Within this fascinating new volume, a group of prominent Jungian writers seek to explore the apparent contradiction between two aspects of Jungian thinking: one that points in the direction of a genuinely radical relational psychology, and another which seems to struggle to engage meaningfully with what we might call the psychosocial dimension.
Inspired by her Wild About Horror segments on the Evolution of Horror Podcast, Psychoanalysing Horror Cinema sees Mary Wild investigate 50 films across six core subgenres-Mind, Body, Nature, Aliens, Vampires, and Home Invasion-through close readings of key titles including Mulholland Drive, Black Swan, Jaws, Predator, Twilight, and Misery.
Inspired by her Wild About Horror segments on the Evolution of Horror Podcast, Psychoanalysing Horror Cinema sees Mary Wild investigate 50 films across six core subgenres-Mind, Body, Nature, Aliens, Vampires, and Home Invasion-through close readings of key titles including Mulholland Drive, Black Swan, Jaws, Predator, Twilight, and Misery.

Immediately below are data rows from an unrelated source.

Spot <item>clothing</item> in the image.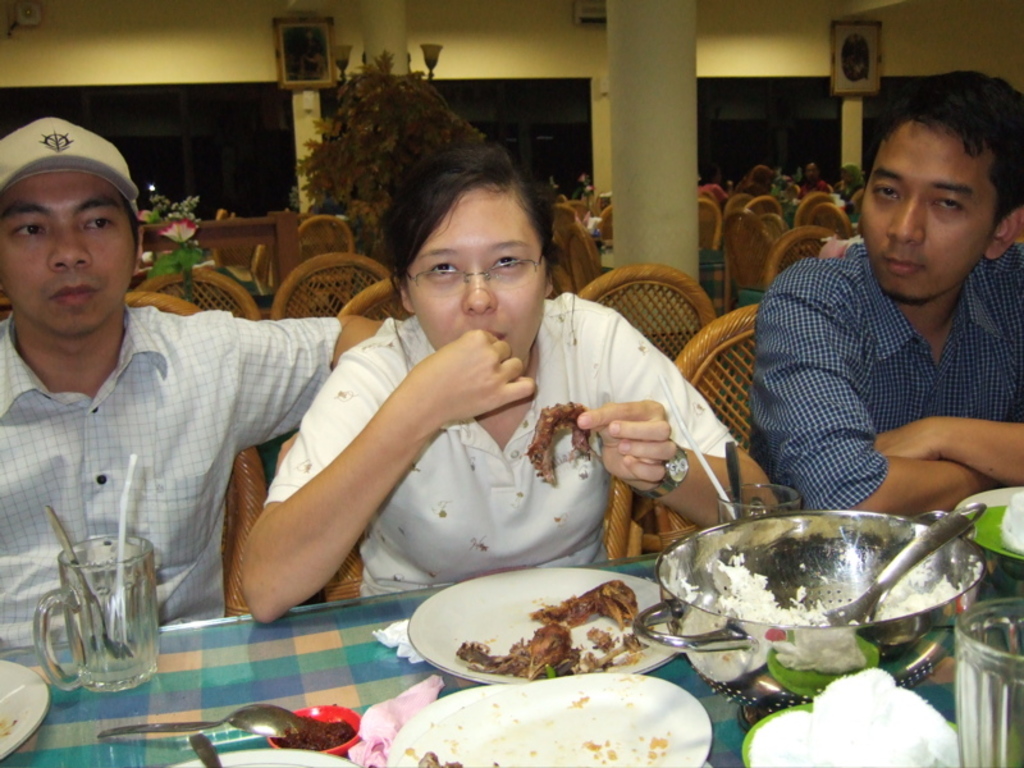
<item>clothing</item> found at 0,297,344,652.
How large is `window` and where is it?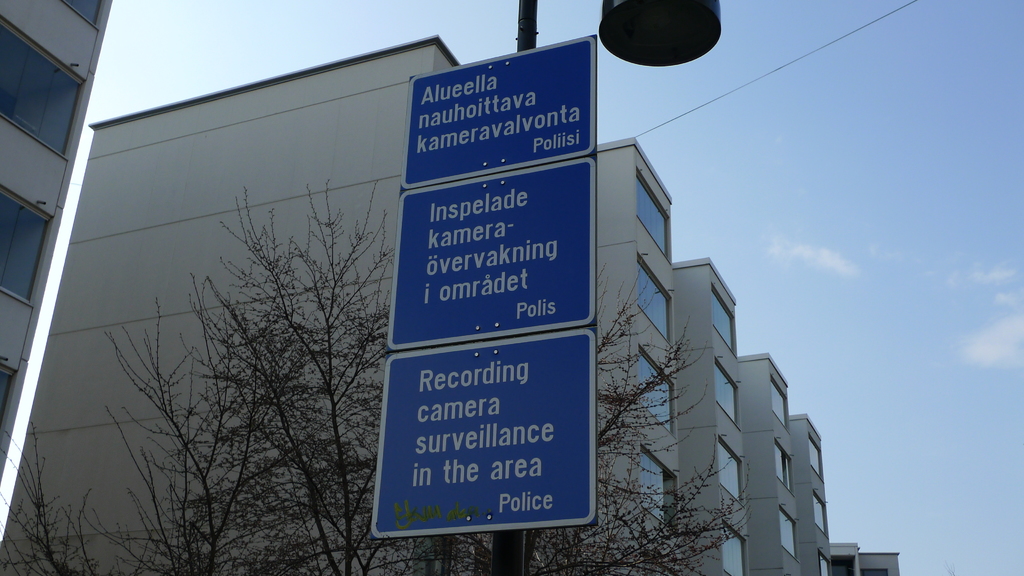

Within this fascinating new volume, a group of prominent Jungian writers seek to explore the apparent contradiction between two aspects of Jungian thinking: one that points in the direction of a genuinely radical relational psychology, and another which seems to struggle to engage meaningfully with what we might call the psychosocial dimension.
A great effort has been made in contemporary Western culture to move beyond jealousy in our private lives - we have renegotiated old prohibitions, reorganising our sex lives, relationships, and family structures in new and inventive ways.
To explore the impact of psychoanalytic ideas and contemporary visual artists upon each other, this volume examines the aesthetics of the sublime as an allegory for psychic birth.